If therion calculates the average position of all fixed points this is fine. the cave spans about 5km w/e and about 3km n/s. I strongly dont think this is the error source as it is also visible in the test file. Also, calculating the igrf for each station should not be neccessary unless there are some strong amd small local anomalys which is not the case here.

For the date-observation, indeed my conclusion came from the summary in the log. Thank you for claryfying this. Good to hear, therion uses fractions here, and 1/12 is perfectly good.

However i have seen that it looks like the calculated declination is maybe rounded to full degrees? Or is this just an display thing in aven viewer?


Based on what you have said, i would assume that the problem source lies in therion itself summarizing all centreline dates into one survey average date, and not just by centerline as i would assume, when each centerline has a date specification.

The main issue here is, that we have surveys which were taken in the 1950s and extended with an additional centerline in 2000s.


Am 2017-02-17 23:26, schrieb Olly Betts:
On Fri, Feb 17, 2017 at 07:08:48PM +0200, Benedikt Hallinger via Therion wrote:
i found out that the declination handling seems to be somewhat inaccurate. The produced error is marginal and negligible with small caves, however i am currently working on a system with >100km and this produces errors of >10m
there.

Therion calculates all declination values at the same location (the average location of all the fixed points), which is potentially problematic if your survey spans that sort of distance. I wonder if this might actually be the
source of your problems.

Survex requires specifying the location to calculate declination values at,
and you can use different locations for different parts of the survey
hierarchy.  So keeping your centreline data in Survex format and feeding
therion a 3d file would be one solution if this is the issue you're hitting.

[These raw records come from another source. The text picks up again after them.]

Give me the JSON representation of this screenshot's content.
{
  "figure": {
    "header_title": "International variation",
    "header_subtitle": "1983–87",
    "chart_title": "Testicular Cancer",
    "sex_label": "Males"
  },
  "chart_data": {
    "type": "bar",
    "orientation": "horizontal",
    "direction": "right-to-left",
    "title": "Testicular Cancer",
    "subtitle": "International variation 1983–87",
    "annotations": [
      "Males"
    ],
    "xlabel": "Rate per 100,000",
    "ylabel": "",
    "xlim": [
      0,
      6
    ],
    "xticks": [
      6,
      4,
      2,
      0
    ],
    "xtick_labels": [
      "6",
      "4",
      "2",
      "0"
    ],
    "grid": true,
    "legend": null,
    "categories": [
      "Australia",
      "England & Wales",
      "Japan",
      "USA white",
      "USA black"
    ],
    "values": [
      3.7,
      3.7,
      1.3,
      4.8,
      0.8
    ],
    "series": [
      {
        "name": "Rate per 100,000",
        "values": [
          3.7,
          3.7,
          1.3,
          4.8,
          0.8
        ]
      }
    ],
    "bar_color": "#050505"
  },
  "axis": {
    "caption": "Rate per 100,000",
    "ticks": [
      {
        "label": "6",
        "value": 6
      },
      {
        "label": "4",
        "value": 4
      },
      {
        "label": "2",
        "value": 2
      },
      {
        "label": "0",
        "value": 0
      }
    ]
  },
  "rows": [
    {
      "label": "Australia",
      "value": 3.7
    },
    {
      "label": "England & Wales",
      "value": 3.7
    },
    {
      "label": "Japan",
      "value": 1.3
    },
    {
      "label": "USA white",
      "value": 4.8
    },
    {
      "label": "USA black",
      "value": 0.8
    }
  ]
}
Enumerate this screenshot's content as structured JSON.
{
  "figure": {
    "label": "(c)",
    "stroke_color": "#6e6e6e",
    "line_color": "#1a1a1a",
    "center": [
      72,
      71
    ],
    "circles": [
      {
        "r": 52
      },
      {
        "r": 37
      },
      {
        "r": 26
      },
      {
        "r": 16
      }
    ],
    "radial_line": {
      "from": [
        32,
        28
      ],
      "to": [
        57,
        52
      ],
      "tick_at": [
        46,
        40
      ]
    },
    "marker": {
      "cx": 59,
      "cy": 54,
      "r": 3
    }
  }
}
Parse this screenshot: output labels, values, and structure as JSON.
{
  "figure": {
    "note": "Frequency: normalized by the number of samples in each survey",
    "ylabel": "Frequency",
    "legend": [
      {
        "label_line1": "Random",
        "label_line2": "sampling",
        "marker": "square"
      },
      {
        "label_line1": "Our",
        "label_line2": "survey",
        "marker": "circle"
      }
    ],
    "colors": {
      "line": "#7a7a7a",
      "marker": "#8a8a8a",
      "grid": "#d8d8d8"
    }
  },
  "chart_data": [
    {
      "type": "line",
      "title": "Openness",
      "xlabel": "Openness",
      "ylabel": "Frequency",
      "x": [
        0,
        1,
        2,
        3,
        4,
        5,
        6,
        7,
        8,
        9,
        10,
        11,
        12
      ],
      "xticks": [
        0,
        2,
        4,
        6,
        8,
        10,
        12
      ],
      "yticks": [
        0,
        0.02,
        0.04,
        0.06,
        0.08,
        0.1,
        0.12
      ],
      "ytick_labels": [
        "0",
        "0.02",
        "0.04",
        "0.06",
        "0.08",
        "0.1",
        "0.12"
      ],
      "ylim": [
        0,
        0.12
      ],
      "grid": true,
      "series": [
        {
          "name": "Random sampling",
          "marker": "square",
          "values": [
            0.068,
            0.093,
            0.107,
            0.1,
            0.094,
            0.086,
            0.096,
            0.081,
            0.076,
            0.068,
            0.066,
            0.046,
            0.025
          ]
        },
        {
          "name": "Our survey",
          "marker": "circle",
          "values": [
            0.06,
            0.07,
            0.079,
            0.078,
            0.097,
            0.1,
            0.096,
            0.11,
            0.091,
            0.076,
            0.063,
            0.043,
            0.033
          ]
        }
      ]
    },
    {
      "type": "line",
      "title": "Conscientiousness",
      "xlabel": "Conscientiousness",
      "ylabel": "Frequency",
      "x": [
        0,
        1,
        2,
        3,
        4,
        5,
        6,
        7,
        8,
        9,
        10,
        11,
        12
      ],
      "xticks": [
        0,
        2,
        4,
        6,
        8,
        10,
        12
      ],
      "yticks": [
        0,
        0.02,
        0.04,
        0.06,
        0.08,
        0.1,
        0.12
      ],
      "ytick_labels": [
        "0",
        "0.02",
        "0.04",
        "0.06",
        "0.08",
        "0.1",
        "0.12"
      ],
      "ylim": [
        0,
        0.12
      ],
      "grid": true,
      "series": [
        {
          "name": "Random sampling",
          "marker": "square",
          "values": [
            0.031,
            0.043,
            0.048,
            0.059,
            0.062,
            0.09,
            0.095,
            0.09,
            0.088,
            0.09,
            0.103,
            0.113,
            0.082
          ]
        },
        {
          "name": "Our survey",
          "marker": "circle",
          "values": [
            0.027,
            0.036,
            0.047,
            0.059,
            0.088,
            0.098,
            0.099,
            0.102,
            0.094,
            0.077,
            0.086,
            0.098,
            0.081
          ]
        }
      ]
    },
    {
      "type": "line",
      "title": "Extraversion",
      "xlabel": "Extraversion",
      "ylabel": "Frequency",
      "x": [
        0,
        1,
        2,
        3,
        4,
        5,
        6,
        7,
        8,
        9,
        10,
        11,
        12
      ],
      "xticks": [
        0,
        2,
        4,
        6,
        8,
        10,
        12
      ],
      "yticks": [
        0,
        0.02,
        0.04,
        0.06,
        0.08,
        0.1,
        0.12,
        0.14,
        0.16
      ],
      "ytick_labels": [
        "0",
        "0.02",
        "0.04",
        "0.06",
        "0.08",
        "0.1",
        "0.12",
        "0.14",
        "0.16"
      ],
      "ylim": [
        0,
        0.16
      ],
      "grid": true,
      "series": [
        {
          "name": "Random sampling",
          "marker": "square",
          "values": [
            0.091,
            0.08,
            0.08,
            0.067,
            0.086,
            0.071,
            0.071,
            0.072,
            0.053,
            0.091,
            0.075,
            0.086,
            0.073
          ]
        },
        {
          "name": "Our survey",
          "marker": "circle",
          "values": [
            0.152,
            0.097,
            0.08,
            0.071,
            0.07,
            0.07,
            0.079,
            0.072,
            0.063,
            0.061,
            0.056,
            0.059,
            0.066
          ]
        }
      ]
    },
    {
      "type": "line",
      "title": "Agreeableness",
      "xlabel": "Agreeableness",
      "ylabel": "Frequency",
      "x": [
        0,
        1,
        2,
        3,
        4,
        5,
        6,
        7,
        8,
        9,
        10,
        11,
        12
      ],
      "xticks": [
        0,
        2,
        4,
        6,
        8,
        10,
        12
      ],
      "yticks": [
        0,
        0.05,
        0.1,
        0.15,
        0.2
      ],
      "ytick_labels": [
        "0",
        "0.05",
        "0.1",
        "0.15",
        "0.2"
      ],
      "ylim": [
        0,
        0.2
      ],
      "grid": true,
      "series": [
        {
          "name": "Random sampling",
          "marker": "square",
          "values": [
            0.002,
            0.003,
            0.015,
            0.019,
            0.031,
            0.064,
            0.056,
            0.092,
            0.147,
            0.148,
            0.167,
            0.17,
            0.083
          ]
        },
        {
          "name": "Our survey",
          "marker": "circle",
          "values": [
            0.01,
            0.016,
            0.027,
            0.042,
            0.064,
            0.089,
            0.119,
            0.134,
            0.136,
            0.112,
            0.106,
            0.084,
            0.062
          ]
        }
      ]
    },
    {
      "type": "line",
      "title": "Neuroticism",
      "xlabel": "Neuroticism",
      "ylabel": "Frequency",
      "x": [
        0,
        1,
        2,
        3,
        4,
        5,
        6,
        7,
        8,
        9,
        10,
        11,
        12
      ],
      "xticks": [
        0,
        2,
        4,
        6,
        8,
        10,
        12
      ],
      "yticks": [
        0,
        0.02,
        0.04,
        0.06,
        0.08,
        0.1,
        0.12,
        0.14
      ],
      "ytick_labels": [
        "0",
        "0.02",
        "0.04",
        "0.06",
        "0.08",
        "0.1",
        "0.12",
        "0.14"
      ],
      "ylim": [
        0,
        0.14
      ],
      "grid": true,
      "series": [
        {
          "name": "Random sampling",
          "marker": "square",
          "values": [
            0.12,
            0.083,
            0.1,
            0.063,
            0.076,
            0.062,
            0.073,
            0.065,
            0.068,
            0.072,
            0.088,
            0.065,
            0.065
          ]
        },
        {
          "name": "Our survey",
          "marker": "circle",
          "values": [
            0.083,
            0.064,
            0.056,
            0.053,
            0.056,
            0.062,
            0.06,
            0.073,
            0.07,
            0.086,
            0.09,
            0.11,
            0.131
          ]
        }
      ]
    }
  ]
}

(Using the actual location of the station the reading was taken at is hard
as you need the declination value to calculate that location. It would also be fairly slow to evaluate the IGRF model at every station where a compass was
read.)

What i observe is the following:
- Therion seems to use the first day of any given year referenced by "date"
command.

If that's from looking at therion's log file, the "geomag declinations (deg)" table there is just a summary. It indeed shows the values on January 1st of each "interesting" year, but doesn't reflect the dates actually being used to
calculate declinations for surveys.

Or was that from looking at the source code?  The get_start_year() and
get_end_year() methods actually return a fractional year value, not just the year of the survey. The fraction is calculated assuming each month is 1/12 of the year - not quite right, but probably not a significant error in practice.

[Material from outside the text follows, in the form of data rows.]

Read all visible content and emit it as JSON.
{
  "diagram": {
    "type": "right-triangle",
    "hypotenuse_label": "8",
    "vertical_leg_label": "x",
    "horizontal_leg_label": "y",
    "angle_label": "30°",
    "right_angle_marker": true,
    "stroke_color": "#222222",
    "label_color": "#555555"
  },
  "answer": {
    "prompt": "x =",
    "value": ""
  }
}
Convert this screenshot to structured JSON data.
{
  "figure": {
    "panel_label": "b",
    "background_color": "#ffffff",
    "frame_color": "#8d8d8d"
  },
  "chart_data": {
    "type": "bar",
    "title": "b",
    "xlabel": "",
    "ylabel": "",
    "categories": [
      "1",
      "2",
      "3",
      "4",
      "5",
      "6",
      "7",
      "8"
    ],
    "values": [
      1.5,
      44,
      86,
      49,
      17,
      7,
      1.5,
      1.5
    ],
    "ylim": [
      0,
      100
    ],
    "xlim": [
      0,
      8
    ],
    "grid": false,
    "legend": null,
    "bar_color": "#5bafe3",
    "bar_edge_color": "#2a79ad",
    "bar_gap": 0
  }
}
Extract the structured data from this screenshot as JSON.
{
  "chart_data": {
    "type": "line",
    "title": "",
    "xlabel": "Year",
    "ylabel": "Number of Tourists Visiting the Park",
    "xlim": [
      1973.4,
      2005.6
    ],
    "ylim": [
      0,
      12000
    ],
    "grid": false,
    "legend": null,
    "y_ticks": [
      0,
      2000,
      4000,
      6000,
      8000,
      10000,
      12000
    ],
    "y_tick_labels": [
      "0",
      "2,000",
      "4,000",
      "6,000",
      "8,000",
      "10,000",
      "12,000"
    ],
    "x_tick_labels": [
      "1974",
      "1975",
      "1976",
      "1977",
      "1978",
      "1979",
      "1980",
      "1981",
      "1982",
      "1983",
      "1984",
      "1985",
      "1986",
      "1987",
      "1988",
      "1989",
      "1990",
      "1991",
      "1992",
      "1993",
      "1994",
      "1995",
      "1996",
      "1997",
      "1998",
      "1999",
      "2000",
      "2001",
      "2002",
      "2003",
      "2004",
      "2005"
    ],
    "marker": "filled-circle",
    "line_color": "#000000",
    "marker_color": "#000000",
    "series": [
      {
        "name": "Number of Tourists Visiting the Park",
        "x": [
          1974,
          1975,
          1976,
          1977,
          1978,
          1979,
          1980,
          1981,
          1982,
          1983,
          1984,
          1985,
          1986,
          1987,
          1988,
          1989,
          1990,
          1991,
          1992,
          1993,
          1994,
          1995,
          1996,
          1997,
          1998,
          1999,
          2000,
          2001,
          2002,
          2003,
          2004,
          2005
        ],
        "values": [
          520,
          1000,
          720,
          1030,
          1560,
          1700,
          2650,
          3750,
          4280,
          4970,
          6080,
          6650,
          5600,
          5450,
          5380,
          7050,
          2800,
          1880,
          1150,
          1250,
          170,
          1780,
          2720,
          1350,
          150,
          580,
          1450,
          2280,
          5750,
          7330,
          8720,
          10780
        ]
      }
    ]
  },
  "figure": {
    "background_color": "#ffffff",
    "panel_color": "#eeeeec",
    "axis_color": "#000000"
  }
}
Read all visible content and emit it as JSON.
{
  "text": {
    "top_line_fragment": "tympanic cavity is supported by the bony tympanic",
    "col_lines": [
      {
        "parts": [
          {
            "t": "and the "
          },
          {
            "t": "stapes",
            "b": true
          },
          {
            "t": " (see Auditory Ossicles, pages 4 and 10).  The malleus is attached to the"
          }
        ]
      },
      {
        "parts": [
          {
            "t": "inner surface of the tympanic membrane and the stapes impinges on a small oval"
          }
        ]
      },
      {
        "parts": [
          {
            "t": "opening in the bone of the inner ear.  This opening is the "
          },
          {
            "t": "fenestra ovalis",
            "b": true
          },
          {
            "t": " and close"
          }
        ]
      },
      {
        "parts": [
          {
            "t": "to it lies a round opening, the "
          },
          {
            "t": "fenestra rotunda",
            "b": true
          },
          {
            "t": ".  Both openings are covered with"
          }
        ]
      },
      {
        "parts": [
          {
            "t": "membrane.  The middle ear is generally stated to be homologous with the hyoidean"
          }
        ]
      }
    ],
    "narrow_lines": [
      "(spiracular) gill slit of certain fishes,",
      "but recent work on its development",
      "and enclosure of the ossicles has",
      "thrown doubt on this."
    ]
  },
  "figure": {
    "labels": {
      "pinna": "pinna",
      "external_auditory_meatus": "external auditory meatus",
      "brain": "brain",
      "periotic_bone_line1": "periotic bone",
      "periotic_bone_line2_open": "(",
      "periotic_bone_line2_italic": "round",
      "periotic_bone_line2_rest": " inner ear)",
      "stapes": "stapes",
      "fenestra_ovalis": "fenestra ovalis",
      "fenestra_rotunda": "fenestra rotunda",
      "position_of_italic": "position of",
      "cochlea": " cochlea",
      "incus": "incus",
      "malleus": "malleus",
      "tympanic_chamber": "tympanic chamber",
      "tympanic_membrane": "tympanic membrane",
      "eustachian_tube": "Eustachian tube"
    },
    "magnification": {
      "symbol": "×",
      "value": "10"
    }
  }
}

- If a survey was taken at the end of a year it seems that the 1.1 of the
following year will be used (i assume this happens at mid-year).
- This approach looses at most half a years magnetic drift.
This alone is acceptable as the data by itself is already not that accurate.

However if you have several centerlines in the survey, each with different date-commands, therion seems to calculate the average of all dates and then uses the calculated declination for that date (applying the rule above, so
taking the "closest 1.1.").
This is then applied to all shots of the whole survey.

Not sure - I don't know therion's code that well.

A possible solution to this seems, to get the correct declination for each date and explicitely write suitable "declination" commands that override the
"date"-calculated values. This then gives the proper results.

This approach is less than ideal, and not just because it's a significant
effort.

Each generation of the IGRF model is necessarily predictive for dates after it
was issued and only declared to be definitive for dates more than 5 years
before it was issued.  So each new generation of the model can change the
declination figures reported for the last 10 years compared to the previous
generation.

In simple terms, when IGRF-13 comes out in late 2019 it'll potentially give different answers for all dates in 2010 and later (not hugely different one
would hope, but your motivation here is to avoid introducing unnecessary
errors).

See table 1 here for the date information for each IGRF model generation:


http://earth-planets-space.springeropen.com/articles/10.1186/s40623-015-0228-9

So unless you're dealing with historic data, you really want your software
to calculate the declination automatically so that you get the benefit of
improvements when the IGRF model is updated.